Precise, Stable, False Alarm Prevention, Cost-effective: Advantages of such a method over conventional methods include the following: real time response to geo-deformation, precise displacement data; no need of filtering of cyclic fluctuations associated to daily cycle/year cycle and immunity to electromagnetic interference.
Through Digital Extensometer deployed at various locations, the displacement data derived from cable extension can be interpreted as various degrees of slope failure clearly.
Brochure (provide link)
Schematic diagrams of the wireless and wired systems to be developed during this project are shown in Figure 8 and figure 9.
Wireless Field Monitoring Server for Advanced Sensors-network
Small monitoring robots called “Field Servers” which are equipped with a Web Server are shown in Figure 8. It utilizes Wireless LAN to provide a high-speed transmission network at low cost. By building a Web Server into sensor-network equipment, it is easy to access and manage by using a Web Browser such as Internet Explorer.
Generally conventional sensor network devices support only a few sensors and slow speed communication. They are insufficient for any applications such as model-base systems and do not meet the needs of users (Hydrologist, Agri, safety engineers). In the present system, the sensors communicate with the server at high speed, and acquire other relevant data such as air temperature, humidity, CO2 concentration and GPS for several applications. There is also a camera that provides high resolution images to monitor landslides sites (Figure 9).

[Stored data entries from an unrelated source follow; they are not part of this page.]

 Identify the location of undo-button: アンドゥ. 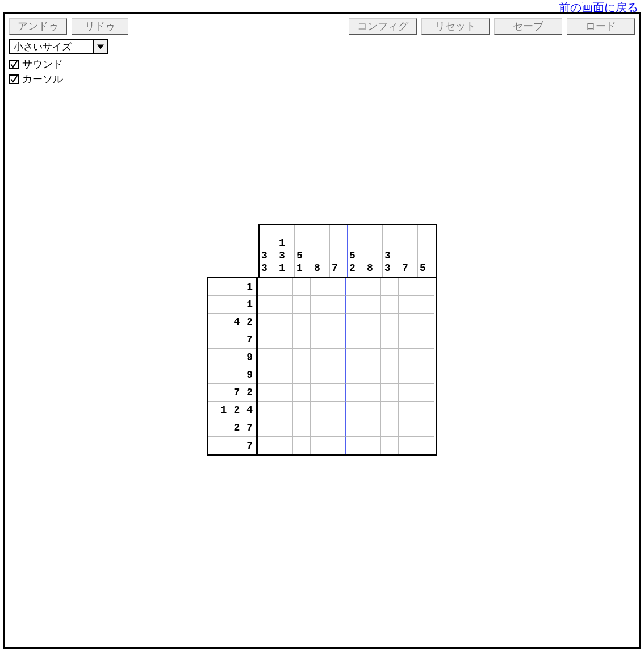
(38, 26).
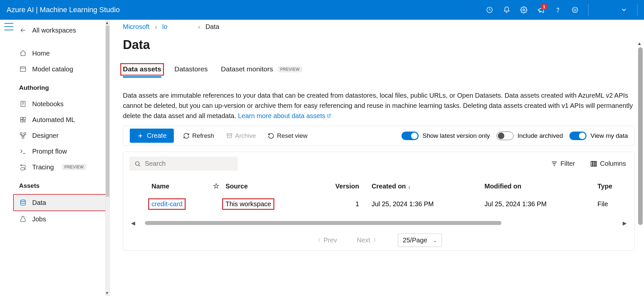 The height and width of the screenshot is (296, 644). I want to click on tracing-icon, so click(23, 167).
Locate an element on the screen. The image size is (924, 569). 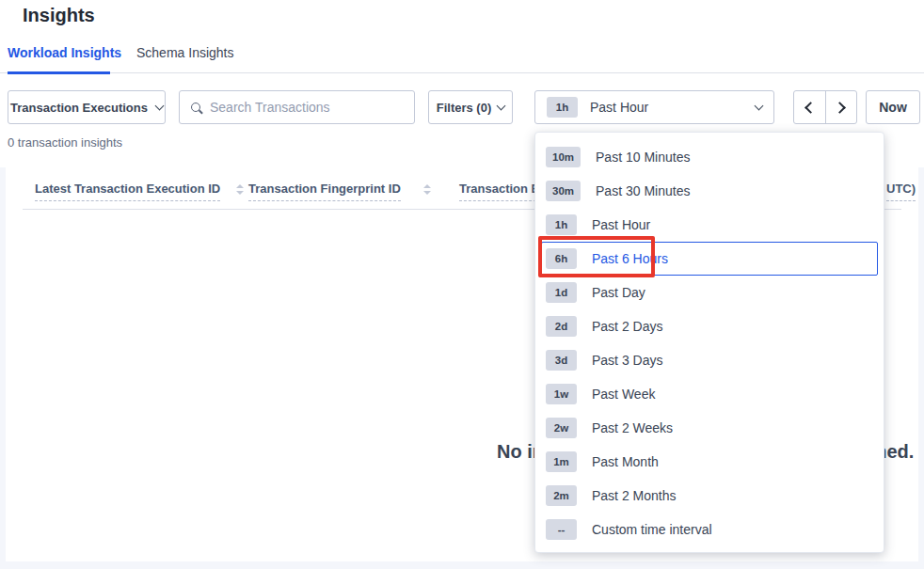
previous-interval-button is located at coordinates (809, 107).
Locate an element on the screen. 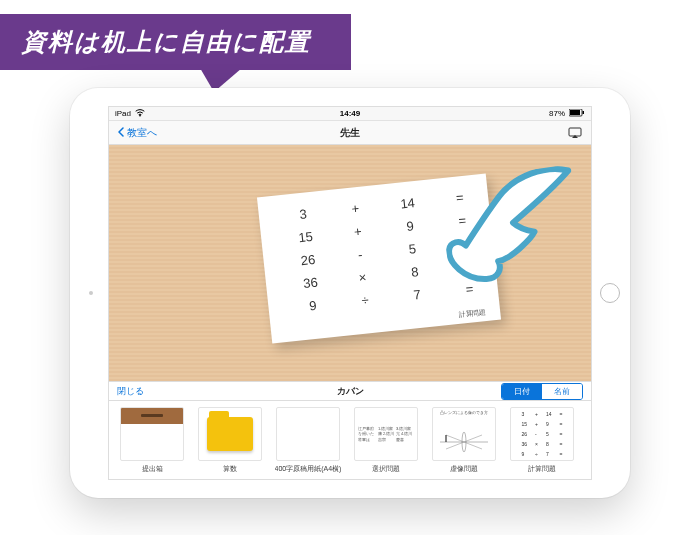  bag-shelf: 提出箱 算数 400字原稿用紙(A4横) 江戸幕府を開いた将軍は 1.徳川家康 … is located at coordinates (350, 440).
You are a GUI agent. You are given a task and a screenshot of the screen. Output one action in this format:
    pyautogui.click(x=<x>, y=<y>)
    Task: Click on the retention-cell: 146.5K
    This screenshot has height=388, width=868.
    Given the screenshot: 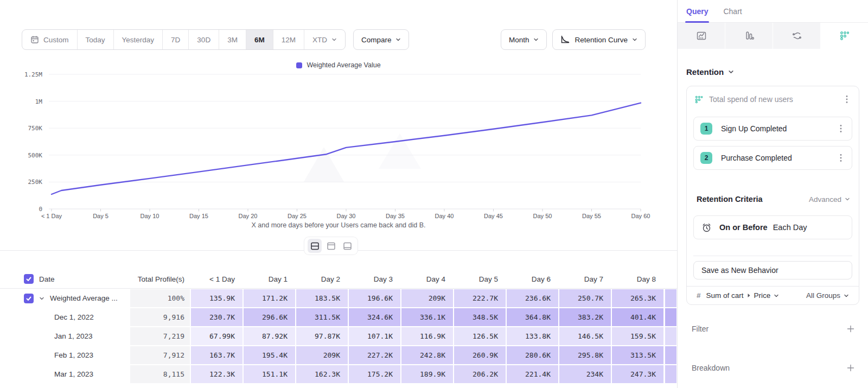 What is the action you would take?
    pyautogui.click(x=585, y=336)
    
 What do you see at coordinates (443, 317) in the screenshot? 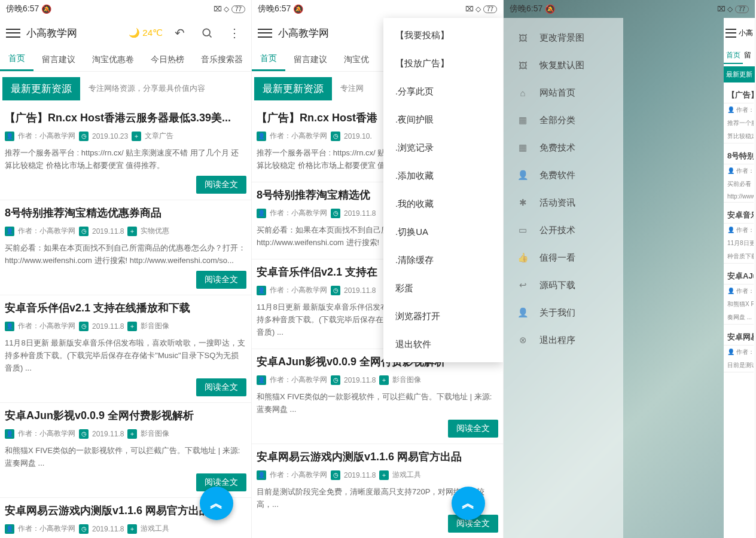
I see `overflow-item-10: 浏览器打开` at bounding box center [443, 317].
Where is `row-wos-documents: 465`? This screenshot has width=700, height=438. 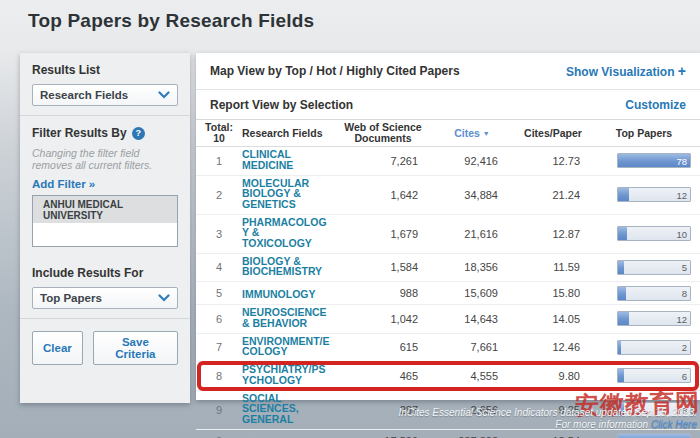
row-wos-documents: 465 is located at coordinates (383, 376).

The project will exploit a multifunctional outdoor server, Field Server (FS), which is compact, rugged and economical. In particular, FS is water-proof, dust-proof and heat-resistant. Field Monitoring Server (FMS) is FS for monitoring combined with a Web-server board, sensors, a wireless-LAN board and a special housing. To construct massively distributed monitoring system, that is a sensor-network using FMS, the system will use power saving technology. Regarding power supply, solar panel or battery will be expediently employed in remote FS in order to keep full wireless. These types of FS will have large solar panels for full-time working. Further, other type of FS will be equipped with smaller solar panels fixed on the top as shown in Figure 8 (b).